Good job alienating 50 million Americans Biden. Just because President Bush does it every other day doesn't make it right.

Saturday, September 06, 2008

Energy Schmenergy



O the plans! O the ruin! O my brakes are failing! O this blog sucks!

So little to say, so much to not care about.

The Straight Dope on Energy Policy in the Midst of Electioneering

On the Media, that bastion of media critique which airs while I ought to be at church, says great things. Why just last week, they said great things about energy independence. An excerpt from the oh-so-short piece follows in transcript form:

DAVID FIDERER: An example I wrote about in Huffington Post was John Harwood, who writes for The New York Times and is also a political correspondent for CNBC, talked about how the Democrats now are talking about building new nuclear plants because gasoline is selling at four dollars a gallon.

BOB GARFIELD: And there is no relationship between the price of oil at the pumps and nuclear anything, correct?
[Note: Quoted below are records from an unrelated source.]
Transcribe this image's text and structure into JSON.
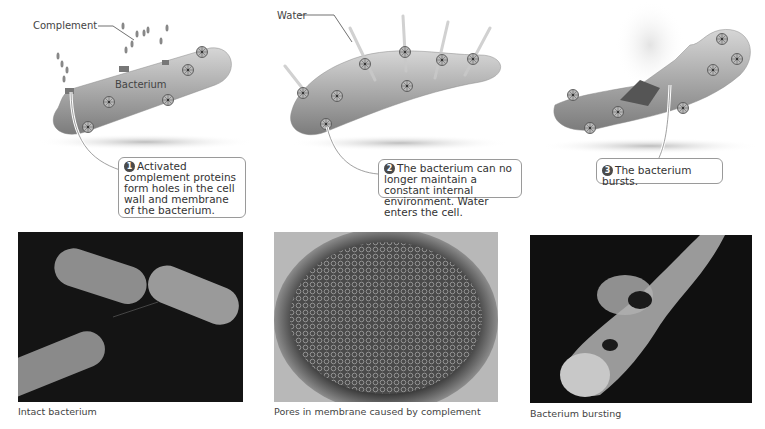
{
  "diagram": {
    "steps": [
      {
        "number": "1",
        "labels": {
          "complement": "Complement",
          "bacterium": "Bacterium"
        },
        "callout": "Activated complement proteins form holes in the cell wall and membrane of the bacterium."
      },
      {
        "number": "2",
        "labels": {
          "water": "Water"
        },
        "callout": "The bacterium can no longer maintain a constant internal environment. Water enters the cell."
      },
      {
        "number": "3",
        "callout": "The bacterium bursts."
      }
    ],
    "photos": [
      {
        "caption": "Intact bacterium"
      },
      {
        "caption": "Pores in membrane caused by complement"
      },
      {
        "caption": "Bacterium bursting"
      }
    ],
    "colors": {
      "bacterium_fill": "#9e9e9e",
      "bacterium_highlight": "#d0d0d0",
      "photo_bg_dark": "#111111",
      "badge": "#4a4a4a",
      "callout_border": "#9a9a9a"
    }
  }
}
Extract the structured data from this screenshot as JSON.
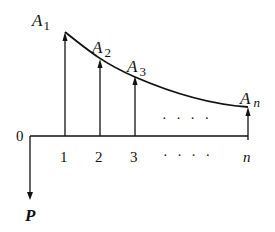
{
  "diagram": {
    "points": [
      {
        "label": "A",
        "sub": "1",
        "x_label": "1"
      },
      {
        "label": "A",
        "sub": "2",
        "x_label": "2"
      },
      {
        "label": "A",
        "sub": "3",
        "x_label": "3"
      },
      {
        "label": "A",
        "sub": "n",
        "x_label": "n"
      }
    ],
    "origin_label": "0",
    "force_label": "P",
    "ellipsis_upper": "· · · ·",
    "ellipsis_lower": "· · · ·",
    "colors": {
      "line": "#111111",
      "background": "#ffffff"
    }
  }
}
DAVID FIDERER: That’s correct. Nuclear is used for generating electricity. Oil is used in the United States primarily for transportation. And there’s no viable way of converting nuclear energy into fuel for transportation.

BOB GARFIELD: Now, since both John McCain and Barack Obama and every other national politician are talking about energy independence, can we just establish a few things about that premise?

DAVID FIDERER: Sure.

BOB GARFIELD: Like given the way petroleum deposits are distributed on Earth, is it reasonable to imagine the U.S. being fully independent of foreign oil, ever?

DAVID FIDERER: Not if we consume oil at anything close to the rate we have for the last 50 years. If we consumed oil at the rate we did in 1965, we would still be importing 40 percent of our oil.

BOB GARFIELD: Another contentious issue is that of offshore oil reserves.

DAVID FIDERER: Yes.

BOB GARFIELD: The Republicans want to start [LAUGHS] drilling tomorrow, and they portray those against more drilling as tree huggers willing to put our nation’s energy security at risk to save a few whales. At least that’s how the media has been framing the controversy.

DAVID FIDERER: Even if all the oil reserves were there that the most optimistic oil person says is off the coast of California or Florida, it still wouldn't have a major impact on the price of oil. It still would take at best five years to bring production to market and it still wouldn't change our dependence on foreign oil in any major way.




Let's review:

1. Nuclear energy, with plenty of long-term problems not discussed here, does nothing to curb our dependence on foreign oil (unless we all drove electric vehicles, which we don't, because we love blowing things up and NASCAR and driving up rugged mountaintops).

2. Unless we create a time machine, or harness the power of Einstein-Rosen bridges, we will never become dependent of foreign oil unless we drastically change the way we consume and produce energy.

2-a. Absolute best case scenario if we allowed offshore drilling? The price of gas would finally drop by 2013. Best. Case. Scenario.

This is why politicians are stupid, and stupid politicians are running for president.

Saturday, October 06, 2007

Chicago: "Saul Bellow is a rascist!"



Bellow's remarks on race haunt legacy in Hyde Park (Chicago Tribune)

Alderman Toni Preckwinkle refuses to name a city-something after the very much dead Pulitzer Prize winning Chicago author, and declines to tell the Trib why.

Somewhere on Lake Michigan, Sufjan Stevens is crying himself to sleep.